Professor of Medicine and Epidemiology
University of North Carolina
Disclosure(s): Gilead: Advisor/Consultant, Grant/Research Support; Merck: Advisor/Consultant, Grant/Research Support
ADAORA A. ADIMORA, MD, MPH is a Sarah Graham Kenan Distinguished Professor of Medicine at the University of North Carolina School of Medicine and Professor of Epidemiology at the UNC Gillings School of Global Public Health.
She earned her undergraduate degree from Cornell and her MD from the Yale School of Medicine. Her Internal Medicine residency at Boston City Hospital was followed by a fellowship in Infectious Diseases at Montefiore/Einstein. After fellowship she worked at Harlem Hospital in the ID Division until she moved to NC, where she was Associate Chief for Science in the NC state health department’s Communicable Disease Control Branch before joining the University of North Carolina School of Medicine’s faculty in the Division of Infectious Diseases.
Her research focuses on the epidemiology of HIV and STDs among minority populations. She has led a variety of studies, including community-based studies, clinical research, secondary analyses of large databases, and a population-based case-control study of risk factors for heterosexual HIV transmission among African Americans. Her work has demonstrated the importance of sexual network patterns and critical contextual factors, such as poverty and racism in establishing and maintain racial inequities in rates of HIV and other sexually transmitted infections in the United States.
She is Principal Investigator of the UNC site of the Multicenter AIDS Cohort Study-Women’s Interagency HIV Study Combined Cohort Study (MACS/WIHS CCS). She has served as Chair of the HIV Medicine Association and also served on the NIAID Advisory Council, the Presidential Advisory Council on HIV/AIDS, the DHHS Antiretroviral Guidelines Panel, and the International AIDS Society’s Governing Council. She has testified to the US Congress about drug pricing and about incarceration’s role in the epidemiology of HIV among Black Americans. In 2019 she was elected to the National Academy of Medicine.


▶ **About this exercise**
Could you copy every record below exactly as it is written?
[Start of Attachment]
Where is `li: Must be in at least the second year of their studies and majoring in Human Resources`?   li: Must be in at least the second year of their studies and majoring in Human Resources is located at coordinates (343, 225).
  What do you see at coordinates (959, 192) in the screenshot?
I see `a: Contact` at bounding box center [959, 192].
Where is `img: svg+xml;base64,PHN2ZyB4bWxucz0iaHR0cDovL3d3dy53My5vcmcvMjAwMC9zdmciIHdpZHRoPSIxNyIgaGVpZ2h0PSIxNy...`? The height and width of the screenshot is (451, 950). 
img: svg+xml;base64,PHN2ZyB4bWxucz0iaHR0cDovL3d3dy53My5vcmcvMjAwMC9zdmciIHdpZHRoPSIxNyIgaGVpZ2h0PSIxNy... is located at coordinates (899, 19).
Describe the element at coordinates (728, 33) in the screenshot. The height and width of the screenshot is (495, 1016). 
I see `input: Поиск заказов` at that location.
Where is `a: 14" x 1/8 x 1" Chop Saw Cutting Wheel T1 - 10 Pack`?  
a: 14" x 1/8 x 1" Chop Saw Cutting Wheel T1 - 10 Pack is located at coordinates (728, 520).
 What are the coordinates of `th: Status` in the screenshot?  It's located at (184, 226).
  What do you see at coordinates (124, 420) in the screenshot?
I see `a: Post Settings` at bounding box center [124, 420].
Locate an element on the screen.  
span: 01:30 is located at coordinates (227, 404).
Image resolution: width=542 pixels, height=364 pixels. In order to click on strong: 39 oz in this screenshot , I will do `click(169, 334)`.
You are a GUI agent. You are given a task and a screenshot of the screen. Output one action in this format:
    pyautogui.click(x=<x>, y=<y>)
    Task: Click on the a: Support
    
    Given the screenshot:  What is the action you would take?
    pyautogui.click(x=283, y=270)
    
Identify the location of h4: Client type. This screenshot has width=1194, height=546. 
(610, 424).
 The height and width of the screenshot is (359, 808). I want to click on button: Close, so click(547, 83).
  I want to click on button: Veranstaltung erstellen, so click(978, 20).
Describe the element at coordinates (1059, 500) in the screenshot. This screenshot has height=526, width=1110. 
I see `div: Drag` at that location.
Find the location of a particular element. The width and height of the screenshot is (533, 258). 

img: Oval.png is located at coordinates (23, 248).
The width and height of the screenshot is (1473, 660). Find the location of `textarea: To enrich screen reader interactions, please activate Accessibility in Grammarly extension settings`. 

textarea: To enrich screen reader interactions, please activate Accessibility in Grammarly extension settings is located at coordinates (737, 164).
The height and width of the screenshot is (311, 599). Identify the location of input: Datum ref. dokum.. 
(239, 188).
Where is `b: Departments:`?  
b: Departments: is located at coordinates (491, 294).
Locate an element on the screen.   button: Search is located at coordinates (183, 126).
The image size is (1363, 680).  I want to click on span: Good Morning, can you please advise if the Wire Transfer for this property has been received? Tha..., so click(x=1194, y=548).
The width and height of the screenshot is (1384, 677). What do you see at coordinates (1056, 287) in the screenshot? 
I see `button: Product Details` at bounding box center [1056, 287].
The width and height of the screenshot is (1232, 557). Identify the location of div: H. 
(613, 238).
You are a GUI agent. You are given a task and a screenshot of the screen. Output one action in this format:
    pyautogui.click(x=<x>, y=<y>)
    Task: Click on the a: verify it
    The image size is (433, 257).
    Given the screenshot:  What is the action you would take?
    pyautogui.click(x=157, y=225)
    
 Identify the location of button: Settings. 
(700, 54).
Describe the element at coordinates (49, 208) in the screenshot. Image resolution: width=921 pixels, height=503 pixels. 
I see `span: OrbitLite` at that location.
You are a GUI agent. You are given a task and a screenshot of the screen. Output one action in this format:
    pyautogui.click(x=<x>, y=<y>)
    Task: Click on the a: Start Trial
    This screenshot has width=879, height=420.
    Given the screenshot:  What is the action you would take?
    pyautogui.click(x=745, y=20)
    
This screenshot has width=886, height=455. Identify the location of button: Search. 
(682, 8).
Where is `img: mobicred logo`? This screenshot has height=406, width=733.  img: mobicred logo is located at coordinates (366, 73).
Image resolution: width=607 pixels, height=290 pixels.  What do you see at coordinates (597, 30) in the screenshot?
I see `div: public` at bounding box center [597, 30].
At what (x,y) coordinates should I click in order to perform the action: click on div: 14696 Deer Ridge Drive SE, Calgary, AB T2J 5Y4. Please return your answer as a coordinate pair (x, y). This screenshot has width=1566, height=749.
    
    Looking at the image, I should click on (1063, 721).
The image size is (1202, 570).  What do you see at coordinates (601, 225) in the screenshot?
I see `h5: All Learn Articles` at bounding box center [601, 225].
[End of Attachment]
▶ **Answer to this task**
Where is `li: Must be in at least the second year of their studies and majoring in Human Resources`?   li: Must be in at least the second year of their studies and majoring in Human Resources is located at coordinates (343, 225).
  What do you see at coordinates (959, 192) in the screenshot?
I see `a: Contact` at bounding box center [959, 192].
Where is `img: svg+xml;base64,PHN2ZyB4bWxucz0iaHR0cDovL3d3dy53My5vcmcvMjAwMC9zdmciIHdpZHRoPSIxNyIgaGVpZ2h0PSIxNy...`? The height and width of the screenshot is (451, 950). 
img: svg+xml;base64,PHN2ZyB4bWxucz0iaHR0cDovL3d3dy53My5vcmcvMjAwMC9zdmciIHdpZHRoPSIxNyIgaGVpZ2h0PSIxNy... is located at coordinates (899, 19).
Describe the element at coordinates (728, 33) in the screenshot. The height and width of the screenshot is (495, 1016). 
I see `input: Поиск заказов` at that location.
Where is `a: 14" x 1/8 x 1" Chop Saw Cutting Wheel T1 - 10 Pack`?  
a: 14" x 1/8 x 1" Chop Saw Cutting Wheel T1 - 10 Pack is located at coordinates (728, 520).
 What are the coordinates of `th: Status` in the screenshot?  It's located at (184, 226).
  What do you see at coordinates (124, 420) in the screenshot?
I see `a: Post Settings` at bounding box center [124, 420].
Locate an element on the screen.  
span: 01:30 is located at coordinates (227, 404).
Image resolution: width=542 pixels, height=364 pixels. In order to click on strong: 39 oz in this screenshot , I will do `click(169, 334)`.
You are a GUI agent. You are given a task and a screenshot of the screen. Output one action in this format:
    pyautogui.click(x=<x>, y=<y>)
    Task: Click on the a: Support
    
    Given the screenshot:  What is the action you would take?
    pyautogui.click(x=283, y=270)
    
Identify the location of h4: Client type. This screenshot has width=1194, height=546. 
(610, 424).
 The height and width of the screenshot is (359, 808). I want to click on button: Close, so click(547, 83).
  I want to click on button: Veranstaltung erstellen, so click(978, 20).
Describe the element at coordinates (1059, 500) in the screenshot. This screenshot has height=526, width=1110. 
I see `div: Drag` at that location.
Find the location of a particular element. The width and height of the screenshot is (533, 258). 

img: Oval.png is located at coordinates (23, 248).
The width and height of the screenshot is (1473, 660). Find the location of `textarea: To enrich screen reader interactions, please activate Accessibility in Grammarly extension settings`. 

textarea: To enrich screen reader interactions, please activate Accessibility in Grammarly extension settings is located at coordinates (737, 164).
The height and width of the screenshot is (311, 599). Identify the location of input: Datum ref. dokum.. 
(239, 188).
Where is `b: Departments:`?  
b: Departments: is located at coordinates (491, 294).
Locate an element on the screen.   button: Search is located at coordinates (183, 126).
The image size is (1363, 680).  I want to click on span: Good Morning, can you please advise if the Wire Transfer for this property has been received? Tha..., so click(x=1194, y=548).
The width and height of the screenshot is (1384, 677). What do you see at coordinates (1056, 287) in the screenshot? 
I see `button: Product Details` at bounding box center [1056, 287].
The width and height of the screenshot is (1232, 557). Identify the location of div: H. 
(613, 238).
You are a GUI agent. You are given a task and a screenshot of the screen. Output one action in this format:
    pyautogui.click(x=<x>, y=<y>)
    Task: Click on the a: verify it
    The image size is (433, 257).
    Given the screenshot:  What is the action you would take?
    pyautogui.click(x=157, y=225)
    
 Identify the location of button: Settings. 
(700, 54).
Describe the element at coordinates (49, 208) in the screenshot. Image resolution: width=921 pixels, height=503 pixels. 
I see `span: OrbitLite` at that location.
You are a GUI agent. You are given a task and a screenshot of the screen. Output one action in this format:
    pyautogui.click(x=<x>, y=<y>)
    Task: Click on the a: Start Trial
    This screenshot has width=879, height=420.
    Given the screenshot:  What is the action you would take?
    pyautogui.click(x=745, y=20)
    
This screenshot has width=886, height=455. Identify the location of button: Search. 
(682, 8).
Where is `img: mobicred logo`? This screenshot has height=406, width=733.  img: mobicred logo is located at coordinates (366, 73).
Image resolution: width=607 pixels, height=290 pixels.  What do you see at coordinates (597, 30) in the screenshot?
I see `div: public` at bounding box center [597, 30].
At what (x,y) coordinates should I click in order to perform the action: click on div: 14696 Deer Ridge Drive SE, Calgary, AB T2J 5Y4. Please return your answer as a coordinate pair (x, y). This screenshot has width=1566, height=749.
    
    Looking at the image, I should click on (1063, 721).
The image size is (1202, 570).  What do you see at coordinates (601, 225) in the screenshot?
I see `h5: All Learn Articles` at bounding box center [601, 225].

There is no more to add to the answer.